The bank is also likely to be wary about the uncertainty if Italy's government, as opinion polls currently suggest, loses a referendum on constitutional changes days before the ECB meets.

TRADE WARNING

The dollar was beginning to claw higher as New York FX trading resumed. It was back level against the yen at 110.85 and was on top again against the euro and sterling at $1.06 per euro and $1.2427 to the pound.

British finance minister Philip Hammond got some rare good news about the country's finances on Tuesday as he finalises his first budget statement, which is still likely to forecast a surge in borrowing as Britain prepares to leave the EU.

Breaking with a pattern of borrowing overshoots earlier in the financial year, official figures showed public borrowing in October was 25 percent less than a year earlier at 4.8 billion pounds ($6.0 billion), its lowest since 2008 and beating all economists' forecasts.

Outlining plans on Monday for his first day in office next year, Trump pledged to withdraw from the TPP Asia-Pacific free trade accord.
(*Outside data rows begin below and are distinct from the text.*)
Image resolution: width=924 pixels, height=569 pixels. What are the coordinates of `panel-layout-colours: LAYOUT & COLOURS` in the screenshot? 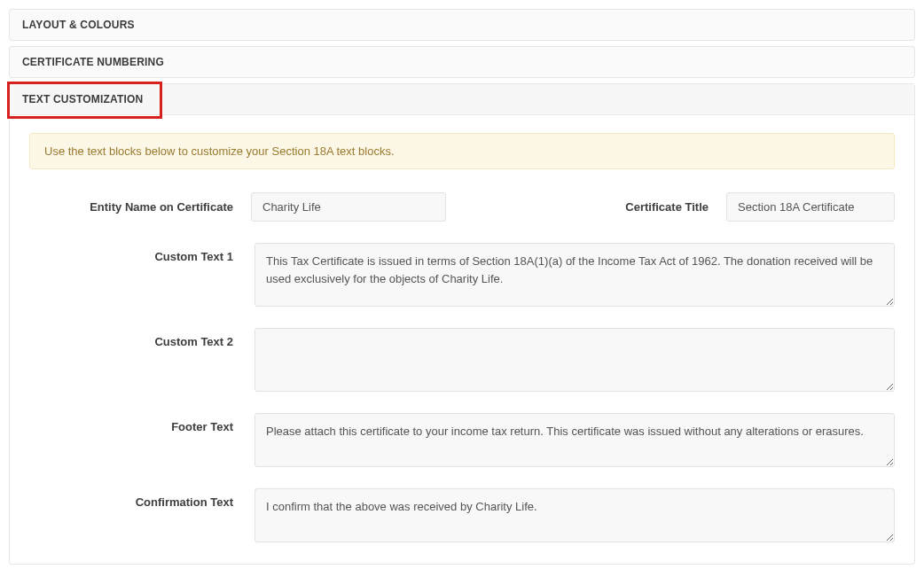 It's located at (462, 25). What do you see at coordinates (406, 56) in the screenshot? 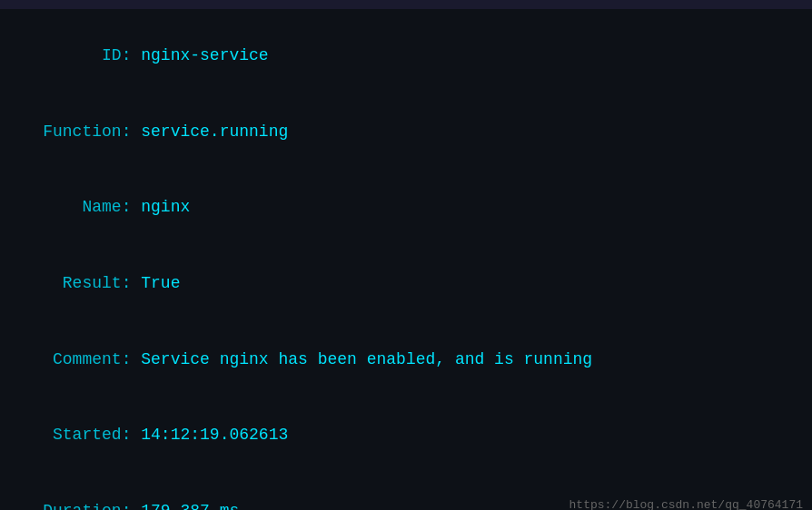
I see `id-line: ID: nginx-service` at bounding box center [406, 56].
Such a move may lead to retaliation by trade partners such as China and could potentially derail markets, Libby Cantrill, head of public policy at bond giant PIMCO, said.

But for now, expectations that his administration will adopt expansionary fiscal policies have pushed developed market stocks higher and even emerging market shares seem to have settled over the last week, having initially been hit hard.

Overnight, MSCI (Frankfurt: 3HM.F - news) 's broadest index of Asia-Pacific shares outside Japan rose 1.3 percent, pulled up by a 1.3 percent rally in Australian shares. Korean shares and Hong Kong stocks rose 0.9 and 1.3 percent each.

JAPAN QUAKE

Investors in Japanese stocks appeared unfazed by Tuesday's big earthquake near the 2011 Fukushima disaster site in northern Japan, with the benchmark Nikkei average closing up 0.3 percent.

The 7.4 magnitude shock had briefly disrupted cooling functions at a nuclear plant and generated a small tsunami.

"Most of the flow into stocks seems to be retail-oriented with institutional investors preferring to sit out the rally unless they get a clearer picture on Trump's economic team," said Andrew Sullivan, managing director, sales trading at Haitong International Securities Group in Hong Kong.

The dollar's mild weakness propped up gold prices with spot gold up 0.2 percent at $1215 per ounce. Gold prices have fallen 10 percent since the U.S. election outcome.

It also helped emerging market currencies trim some losses after a recent battering. The Chinese yuan rebounded from a near 8-1/2 year low hit on Monday and emerging market equities rose more than one percent to 11-day highs.

With (Other OTC: WWTH - news) markets moving higher, volatility indicators receded. The CBOE Volatility Index, a so-called "fear gauge", fell 3.4 percent.